Sycamore and Tamalpais Parks

“I live in the neighborhood known as Sycamore Park,” says Elaine Cramer, with a high degree of certainty in her voice. “I know I do.” Yet because of its defining physical characteristic, she concedes, her tight-knit Mill Valley community is also called “the flats.”

Many of Cramer’s neighbors say “Sycamore Park” is the sobriquet loosely (and, some insist, incorrectly) applied to the entire triangle of homes situated between East Blithedale, Miller Avenue and Camino Alto. “Actually, two distinct neighborhoods exist between Miller and East Blithedale,” says realtor Judy LeMarr of Frank Howard Allen in Mill Valley. “Sycamore Park, which is mostly smaller tract homes built on level land just after World War II, and Tamalpais Park, going back to the early 1900s, when individually built homes were constructed on curving streets and gently rolling terrain.” For most residents, the neighborhoods’ line of demarcation is along Locust and LaGoma avenues.

Whichever name they use for it, inhabitants unconditionally love this part of town. “We’ve lived in Sycamore Park for over 20 years,” says Elaine Cramer’s husband, Matt, “and I like the place more every day.” In fact, except for a few years in San Francisco, he’s lived in the vicinity all his life—”I grew up here”—and nine of his neighbors, all in their 40s and 50s, are Marin natives too. “My folks bought over on Oxford Avenue in ’52; they paid $11,500 for the place; Mom still lives there,” is how he sums it up.

Homes in Sycamore and Tamalpais Park now sell for 200 times that amount. Why? Let resident Kirk Citron, a retired advertising exec who’s currently writing a novel, spell it out. “Three words. Walk—to—everything.” He’s not exaggerating. From the down-home 2 AM Club and Joe’s Taco Lounge to the upscale Whole Foods; from Sycamore Park Preschool to Park Elementary to Mill Valley Middle School to Mount Tamalpais High; from the 225-seat Marin Theatre Company to the two-mile Mill Valley–Sausalito bike and running path—for these destinations and more, the almighty auto is not the required (nor preferred) mode of access. And it’s only a 15-minute stroll to the cafes, boutiques and entertainment venues of downtown Mill Valley or a 10-minute jaunt to the recently completed Mill Valley Community Center. Then there are the two public parks within the neighborhoods’ bounds: Sycamore Park, which had a volunteer-inspired renovation in 2006, and Freeman Park on Ryan Avenue.

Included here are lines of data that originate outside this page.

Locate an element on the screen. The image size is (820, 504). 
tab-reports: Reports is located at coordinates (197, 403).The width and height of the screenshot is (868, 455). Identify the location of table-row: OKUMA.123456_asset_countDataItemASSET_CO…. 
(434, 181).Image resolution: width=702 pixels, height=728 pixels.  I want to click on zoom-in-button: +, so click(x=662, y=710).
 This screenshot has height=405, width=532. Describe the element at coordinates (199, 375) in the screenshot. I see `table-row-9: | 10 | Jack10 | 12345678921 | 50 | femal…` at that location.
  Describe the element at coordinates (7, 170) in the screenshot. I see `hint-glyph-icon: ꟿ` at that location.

But life here isn’t pure bliss. “This time, one word says it all,” says author Citron. “Traffic.” Outsiders often use neighborhood streets as shortcuts to get across Mill Valley. Hence Friends of Mill Valley—a slow-growth, some say no-growth organization—was formed, ostensibly to oppose any further development along Miller Avenue, but “most of the group’s leadership comes from Sycamore and Tamalpais Park,” Citron points out.

Yet a little added crosstown traffic hasn’t really put a crimp in real state prices. “Whenever a house comes on the market in either Tamalpais or Sycamore Park, it’s a usually feeding frenzy,” says Jane Richmond of Pacific Union in nearby Strawberry Village. A family with two children should expect to pay in “the $2 million range,” she says, for a four-bedroom home of around 2,000 square feet that’s on a level lot and not in need of considerable work. Tamalpais Park houses, being larger and often Craftsman or Victorian in style, tend to sell for more than the homes in postwar Sycamore Park.

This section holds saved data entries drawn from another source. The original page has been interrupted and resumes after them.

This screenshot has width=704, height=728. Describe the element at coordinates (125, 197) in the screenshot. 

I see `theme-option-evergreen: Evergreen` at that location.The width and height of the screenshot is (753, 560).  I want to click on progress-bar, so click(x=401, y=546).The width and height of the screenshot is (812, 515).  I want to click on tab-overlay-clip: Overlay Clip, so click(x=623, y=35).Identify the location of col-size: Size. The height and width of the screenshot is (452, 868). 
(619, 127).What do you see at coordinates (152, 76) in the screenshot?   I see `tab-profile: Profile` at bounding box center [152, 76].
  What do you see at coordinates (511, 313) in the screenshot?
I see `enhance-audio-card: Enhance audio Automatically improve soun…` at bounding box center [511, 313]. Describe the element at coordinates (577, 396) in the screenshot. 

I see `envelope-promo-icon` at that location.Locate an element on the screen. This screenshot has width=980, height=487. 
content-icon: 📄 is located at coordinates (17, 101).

The area’s lowest-priced homes either are two-bedroom one-bath or need considerable work, says Frank Howard Allen’s LeMarr. “Currently, four such properties are on the market. They’re priced from the high $700,000s to just over a million, depending on location.” From there, prices go up to $2,495,000 for what listings call “a classic Craftsman with four bedrooms and three baths that was totally rebuilt in 2001” and to $3,250,000 for the “Jewel of Tamalpais Park,” a brown-shingled four-bedroom with library and formal dining room on a half-acre level lot.

As with many in-demand Marin communities, one of the fundamental attractions is family-friendly neighbors. “Oh my gosh, talk about friendly,” Elaine Cramer says. “This Halloween we had over 450
trick-or-treaters.” LeMarr seconds that when pitching the area to potential buyers: “I often refer to them both as ‘trick-or-treat neighborhoods,’” she says.